A Bird in the House consists of eight stories of Margaret Laurence's Manawaka collection that are essentially the same in setting, character, point of view, symbol, image and theme. These facts create much of the concentrated effect that impresses the reader of the book. The stories capitulate each other and resonate among themselves, telling in the end a single, developing tale. A Bird in the House by Margaret Laurence traces the important notion of changing characteristics, symbols and images and consciously forming memories
•by the narrator and protagonist Vanessa MacLeod to help develop her growth to maturity.
Vanessa is ten in the first three stories, and eleven or twelve in many others. In briefer incidents, she is a small child, an older adolescent, or young adult. The characters of the family members do not change, although their situations do, and this serves to dramatize changes within Vanessa herself, who matures within the narrative from a child's awareness -certain, comforting, self-centred, but also ignorant of other people's stats of mind and so powerless in action
•to an adult understanding of the confusing, complex and unfair realities that have produced her. This understanding is not easily or immediately achieved, but the stories show that Vanessa is sufficiently perceptive, sympathetic, humble and tough-minded to the truth of things
•and so to attain some degree of freedom over her circumstances. As a child, she is all curiosity, eagerly taking in information as fast as she can, even when she fails to appreciate what she observes. She is a "professional listener
•(8) who has secret "listening posts
•(63) around the house. She is the "out looking eye
•(35), always enlarging her "scope of vision
•(97). .
"I wanted to speak in some way that would be more poignant and comprehending than anything of which my mother could possibly be capable.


**EXERCISE OBJECTIVE**
Your output must match the data word for word, with every line included.

**SOURCE MATERIAL**
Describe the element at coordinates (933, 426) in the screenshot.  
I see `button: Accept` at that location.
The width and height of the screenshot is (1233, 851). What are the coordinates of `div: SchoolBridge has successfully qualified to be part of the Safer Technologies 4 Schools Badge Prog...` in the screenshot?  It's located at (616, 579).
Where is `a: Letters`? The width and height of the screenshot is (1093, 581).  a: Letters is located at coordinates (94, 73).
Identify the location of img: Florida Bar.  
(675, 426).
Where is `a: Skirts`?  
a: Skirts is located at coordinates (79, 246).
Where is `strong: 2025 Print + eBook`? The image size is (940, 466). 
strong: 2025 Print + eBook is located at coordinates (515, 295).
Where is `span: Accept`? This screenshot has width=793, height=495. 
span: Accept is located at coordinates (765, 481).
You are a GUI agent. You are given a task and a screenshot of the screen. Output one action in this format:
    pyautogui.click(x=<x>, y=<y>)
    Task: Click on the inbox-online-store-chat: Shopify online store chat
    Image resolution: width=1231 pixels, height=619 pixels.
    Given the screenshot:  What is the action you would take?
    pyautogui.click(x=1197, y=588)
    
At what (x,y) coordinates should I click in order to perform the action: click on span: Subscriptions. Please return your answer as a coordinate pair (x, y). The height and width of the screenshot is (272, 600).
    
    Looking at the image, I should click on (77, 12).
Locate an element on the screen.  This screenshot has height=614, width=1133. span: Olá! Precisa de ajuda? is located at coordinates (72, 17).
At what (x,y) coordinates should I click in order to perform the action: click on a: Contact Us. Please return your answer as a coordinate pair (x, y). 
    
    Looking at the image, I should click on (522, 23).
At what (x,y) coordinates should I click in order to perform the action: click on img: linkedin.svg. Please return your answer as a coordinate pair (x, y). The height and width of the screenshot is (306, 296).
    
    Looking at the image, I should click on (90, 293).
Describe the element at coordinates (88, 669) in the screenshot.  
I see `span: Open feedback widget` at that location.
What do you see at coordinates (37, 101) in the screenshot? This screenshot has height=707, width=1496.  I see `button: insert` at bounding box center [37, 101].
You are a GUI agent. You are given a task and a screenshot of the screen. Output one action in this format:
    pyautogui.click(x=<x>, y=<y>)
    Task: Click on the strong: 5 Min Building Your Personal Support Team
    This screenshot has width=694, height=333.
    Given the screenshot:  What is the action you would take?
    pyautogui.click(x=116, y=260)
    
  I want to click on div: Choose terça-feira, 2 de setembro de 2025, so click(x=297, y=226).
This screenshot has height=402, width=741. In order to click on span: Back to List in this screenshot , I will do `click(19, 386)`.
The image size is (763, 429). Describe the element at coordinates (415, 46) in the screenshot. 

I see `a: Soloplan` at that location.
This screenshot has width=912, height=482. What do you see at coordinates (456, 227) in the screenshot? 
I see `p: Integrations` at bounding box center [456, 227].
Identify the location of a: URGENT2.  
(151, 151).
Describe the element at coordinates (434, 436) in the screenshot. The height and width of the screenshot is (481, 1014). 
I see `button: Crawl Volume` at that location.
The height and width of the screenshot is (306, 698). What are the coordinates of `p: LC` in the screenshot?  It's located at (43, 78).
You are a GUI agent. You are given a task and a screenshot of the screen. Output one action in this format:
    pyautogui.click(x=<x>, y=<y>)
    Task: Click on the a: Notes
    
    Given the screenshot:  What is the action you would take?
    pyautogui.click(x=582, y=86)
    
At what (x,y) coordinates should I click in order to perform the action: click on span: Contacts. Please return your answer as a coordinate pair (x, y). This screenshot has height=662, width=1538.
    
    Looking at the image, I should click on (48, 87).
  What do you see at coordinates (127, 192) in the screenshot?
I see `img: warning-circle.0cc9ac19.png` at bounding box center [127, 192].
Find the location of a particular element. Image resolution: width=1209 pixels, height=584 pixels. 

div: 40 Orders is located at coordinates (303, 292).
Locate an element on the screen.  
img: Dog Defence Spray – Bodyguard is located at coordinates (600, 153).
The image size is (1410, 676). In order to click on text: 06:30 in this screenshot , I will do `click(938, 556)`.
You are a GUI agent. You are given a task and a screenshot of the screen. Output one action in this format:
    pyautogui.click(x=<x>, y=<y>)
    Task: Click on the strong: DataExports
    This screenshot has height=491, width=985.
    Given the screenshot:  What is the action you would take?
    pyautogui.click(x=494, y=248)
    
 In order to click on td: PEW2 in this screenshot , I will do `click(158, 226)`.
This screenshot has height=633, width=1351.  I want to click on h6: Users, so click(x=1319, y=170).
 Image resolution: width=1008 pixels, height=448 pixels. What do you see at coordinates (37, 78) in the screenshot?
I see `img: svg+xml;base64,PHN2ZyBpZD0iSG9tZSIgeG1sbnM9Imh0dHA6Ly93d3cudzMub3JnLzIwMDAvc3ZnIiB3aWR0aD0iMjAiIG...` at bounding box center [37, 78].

**SOLUTION**
Describe the element at coordinates (933, 426) in the screenshot.  
I see `button: Accept` at that location.
The width and height of the screenshot is (1233, 851). What are the coordinates of `div: SchoolBridge has successfully qualified to be part of the Safer Technologies 4 Schools Badge Prog...` in the screenshot?  It's located at (616, 579).
Where is `a: Letters`? The width and height of the screenshot is (1093, 581).  a: Letters is located at coordinates (94, 73).
Identify the location of img: Florida Bar.  
(675, 426).
Where is `a: Skirts`?  
a: Skirts is located at coordinates (79, 246).
Where is `strong: 2025 Print + eBook`? The image size is (940, 466). 
strong: 2025 Print + eBook is located at coordinates (515, 295).
Where is `span: Accept`? This screenshot has width=793, height=495. 
span: Accept is located at coordinates (765, 481).
You are a GUI agent. You are given a task and a screenshot of the screen. Output one action in this format:
    pyautogui.click(x=<x>, y=<y>)
    Task: Click on the inbox-online-store-chat: Shopify online store chat
    Image resolution: width=1231 pixels, height=619 pixels.
    Given the screenshot:  What is the action you would take?
    pyautogui.click(x=1197, y=588)
    
At what (x,y) coordinates should I click in order to perform the action: click on span: Subscriptions. Please return your answer as a coordinate pair (x, y). The height and width of the screenshot is (272, 600).
    
    Looking at the image, I should click on (77, 12).
Locate an element on the screen.  This screenshot has height=614, width=1133. span: Olá! Precisa de ajuda? is located at coordinates (72, 17).
At what (x,y) coordinates should I click in order to perform the action: click on a: Contact Us. Please return your answer as a coordinate pair (x, y). 
    
    Looking at the image, I should click on (522, 23).
At what (x,y) coordinates should I click in order to perform the action: click on img: linkedin.svg. Please return your answer as a coordinate pair (x, y). The height and width of the screenshot is (306, 296).
    
    Looking at the image, I should click on (90, 293).
Describe the element at coordinates (88, 669) in the screenshot.  
I see `span: Open feedback widget` at that location.
What do you see at coordinates (37, 101) in the screenshot? This screenshot has height=707, width=1496.  I see `button: insert` at bounding box center [37, 101].
You are a GUI agent. You are given a task and a screenshot of the screen. Output one action in this format:
    pyautogui.click(x=<x>, y=<y>)
    Task: Click on the strong: 5 Min Building Your Personal Support Team
    This screenshot has width=694, height=333.
    Given the screenshot:  What is the action you would take?
    pyautogui.click(x=116, y=260)
    
  I want to click on div: Choose terça-feira, 2 de setembro de 2025, so click(x=297, y=226).
This screenshot has height=402, width=741. In order to click on span: Back to List in this screenshot , I will do `click(19, 386)`.
The image size is (763, 429). Describe the element at coordinates (415, 46) in the screenshot. 

I see `a: Soloplan` at that location.
This screenshot has width=912, height=482. What do you see at coordinates (456, 227) in the screenshot? 
I see `p: Integrations` at bounding box center [456, 227].
Identify the location of a: URGENT2.  
(151, 151).
Describe the element at coordinates (434, 436) in the screenshot. The height and width of the screenshot is (481, 1014). 
I see `button: Crawl Volume` at that location.
The height and width of the screenshot is (306, 698). What are the coordinates of `p: LC` in the screenshot?  It's located at (43, 78).
You are a GUI agent. You are given a task and a screenshot of the screen. Output one action in this format:
    pyautogui.click(x=<x>, y=<y>)
    Task: Click on the a: Notes
    
    Given the screenshot:  What is the action you would take?
    pyautogui.click(x=582, y=86)
    
At what (x,y) coordinates should I click in order to perform the action: click on span: Contacts. Please return your answer as a coordinate pair (x, y). This screenshot has height=662, width=1538.
    
    Looking at the image, I should click on (48, 87).
  What do you see at coordinates (127, 192) in the screenshot?
I see `img: warning-circle.0cc9ac19.png` at bounding box center [127, 192].
Find the location of a particular element. Image resolution: width=1209 pixels, height=584 pixels. 

div: 40 Orders is located at coordinates (303, 292).
Locate an element on the screen.  
img: Dog Defence Spray – Bodyguard is located at coordinates (600, 153).
The image size is (1410, 676). In order to click on text: 06:30 in this screenshot , I will do `click(938, 556)`.
You are a GUI agent. You are given a task and a screenshot of the screen. Output one action in this format:
    pyautogui.click(x=<x>, y=<y>)
    Task: Click on the strong: DataExports
    This screenshot has height=491, width=985.
    Given the screenshot:  What is the action you would take?
    pyautogui.click(x=494, y=248)
    
 In order to click on td: PEW2 in this screenshot , I will do `click(158, 226)`.
This screenshot has height=633, width=1351.  I want to click on h6: Users, so click(x=1319, y=170).
 Image resolution: width=1008 pixels, height=448 pixels. What do you see at coordinates (37, 78) in the screenshot?
I see `img: svg+xml;base64,PHN2ZyBpZD0iSG9tZSIgeG1sbnM9Imh0dHA6Ly93d3cudzMub3JnLzIwMDAvc3ZnIiB3aWR0aD0iMjAiIG...` at bounding box center [37, 78].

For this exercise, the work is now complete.